Marie Wolf / How Illustration changed my life

Since I can remember, there have been two things in my life that have fascinated me and filled me with happiness: illustration and animals. There are countless childhood photographs of me in which I am either holding a pen or an animal in my hands, always with a smile on my face.


I grew up in East Germany in the 1990s, my parents worked in technical professions, but they were always deeply interested in culture. When I think of my childhood, so many moments come to mind in which I was holding a pen. I still remember, for example, keeping a travel journal together with my mom – a small squared notebook – when we travelled through Greece in our old VW bus during the summer before I started school. She wrote down the story of Hercules or the Minotaur, I illustrated it with my coloured pencils. I remember us picking up hitchhikers in our bus who, in exchange for the free ride, would sit with me at the little table in the camper and draw while my father was driving and my mother turned over the Dire Straits cassette. I remember sitting in my purple child’s room, covering my desk lamp with gauze so I could secretly keep drawing late at night while the adults were sitting in the kitchen. I remember my parents putting a whiteboard in my room so I would not spend the whole day sitting at my desk. I remember spending hours outside with my grandfather, drawing a small stream while the grass smelled so fresh and the old camping chairs so familiar musty. I also remember later making countless tiny little books with a friend and collecting them in a shoebox, which we called our library and took with us to school every day so we could lend the little books to our classmates. But the other children in my class began to make fun of it. They thought it was childish, they laughed at me. I was no longer happy with my pictures, found them embarrassing. Drawing and painting became less present in my life, as it probably does for many children.

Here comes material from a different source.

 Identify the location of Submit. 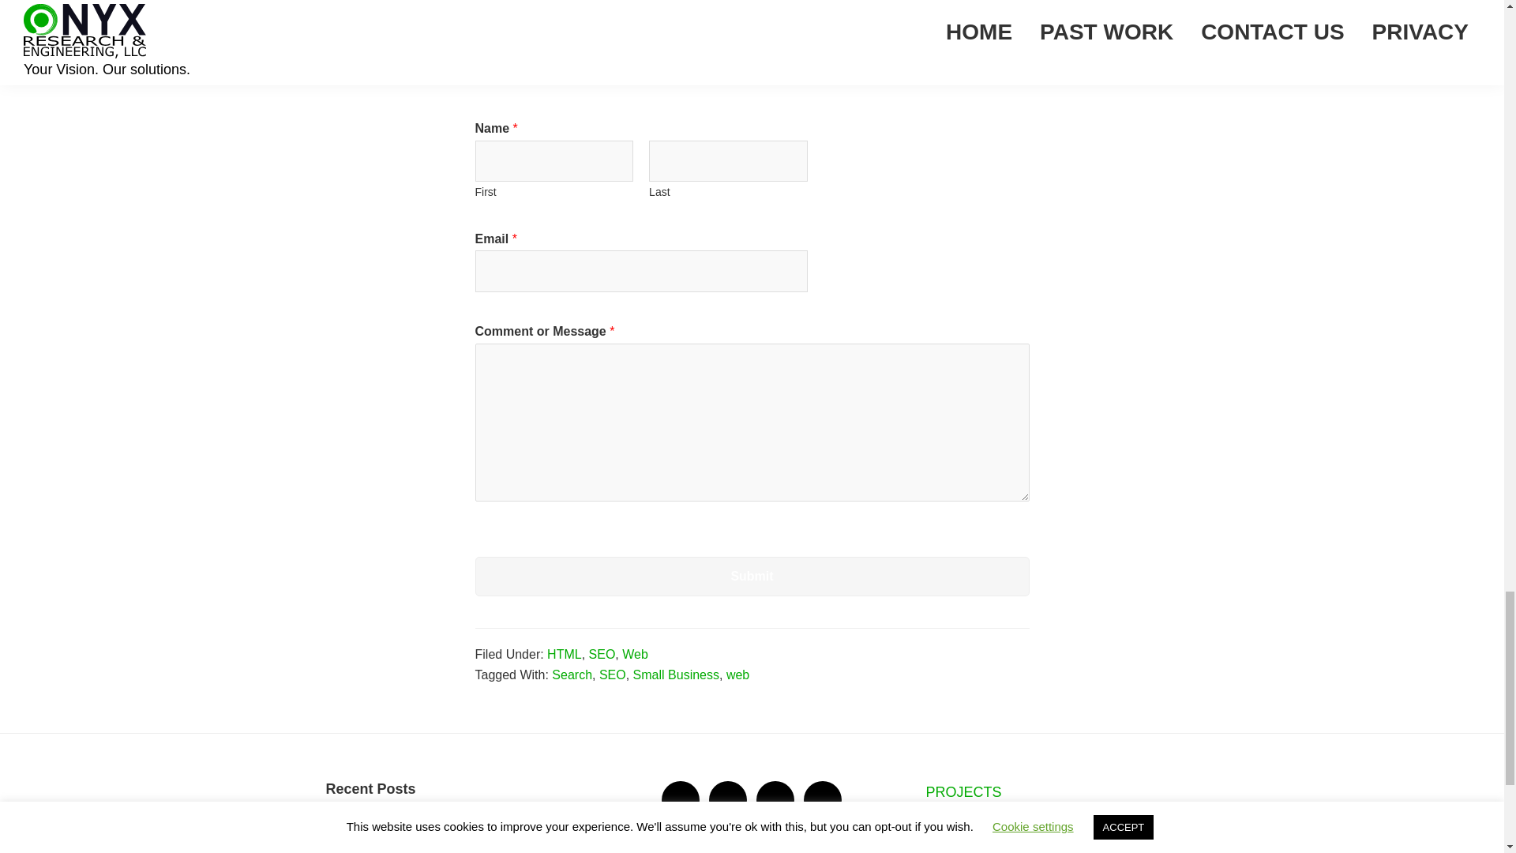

When I was fifteen, I began psychotherapy. The diagnosis was post-traumatic stress disorder. A few months earlier, I had lost a close family member in a tragic accident. I was not doing well, I felt ungrounded. During the time of therapy, I often felt like an outsider, as though my mental health were a flaw. Unfortunately, back then, in the early 2000s, it was still far from normal to speak openly about mental health. My favourite subject at the time was art class: I could lose myself in an image for hours, and I felt how drawing calmed me, how my thoughts stopped circling. My art teacher was also my literature teacher, and I quickly realised how much I loved interpreting texts. Finding connections to history, literature, science… and discovering new relationships through them, became a real driving force for me. I realised that metaphors do not only work through words, but that I could also create them visually, and I began interpreting texts through visual metaphors. The moment I understood that this could actually become a profession, I knew: this is what I want to do. My therapist suggested that I draw more and exchange ideas with others through it. So I began taking an art course at the municipal art school, learned analogue photography, went to workshops and found friends with the same interests. It helped me enormously, gave me stability, filled my life, and gave me a goal after a long period without direction: I wanted to make this my profession. Suddenly I had something to work towards, and I received encouragement from others. When I was able to begin my design studies in Berlin at the age of nineteen, as one of the youngest students in my semester, I was incredibly proud. I studied illustration for the first semester because I enjoyed interpreting texts through my images and creating visual worlds, but afterwards I wanted to devote myself to classical design. With the support of my professors, friends, and family, I found the courage to show my illustrated bachelor’s work to a renowned German publishing house, which published it a year after I graduated. When my first book was released by Büchergilde Gutenberg in 2015, I could not help but think back to my very first steps as an illustrator: the shoebox with my library that I carried to school every day.


To this day, spending time with animals and drawing makes me incredibly happy. Endorphins rush through my body when I hold a pen in my hand, I feel in harmony with myself. Even though it has long since become much more than a hobby, it often does not feel like work at all, only the deadlines remind me that it is. To me, it is a true privilege to be able to spend so much of my life drawing, constantly immersing myself in new subjects, inventing worlds, and conveying messages. My profession is incredibly diverse, every day I learn so much about politics, business, society, art, literature… and each time, I disappear down a rabbit hole and only re-emerge days or weeks later, full of new insights, while the pen in my hand has been visualising them all along. In a small way, illustrating still feels a bit like therapy to me: through it I always find my way back to myself


To this day, spending time with animals and drawing makes me incredibly happy. Endorphins rush through my body when I hold a pen in my hand, I feel in harmony with myself. Even though it has long since become much more than a hobby, it often does not feel like work at all, only the deadlines remind me that it is. To me, it is a true privilege to be able to spend so much of my life drawing, constantly immersing myself in new subjects, inventing worlds, and conveying messages. My profession is incredibly diverse, every day I learn so much about politics, business, society, art, literature… and each time, I disappear down a rabbit hole and only re-emerge days or weeks later, full of new insights, while the pen in my hand has been visualising them all along. In a small way, illustrating still feels a bit like therapy to me: through it, I always find my way back to myself.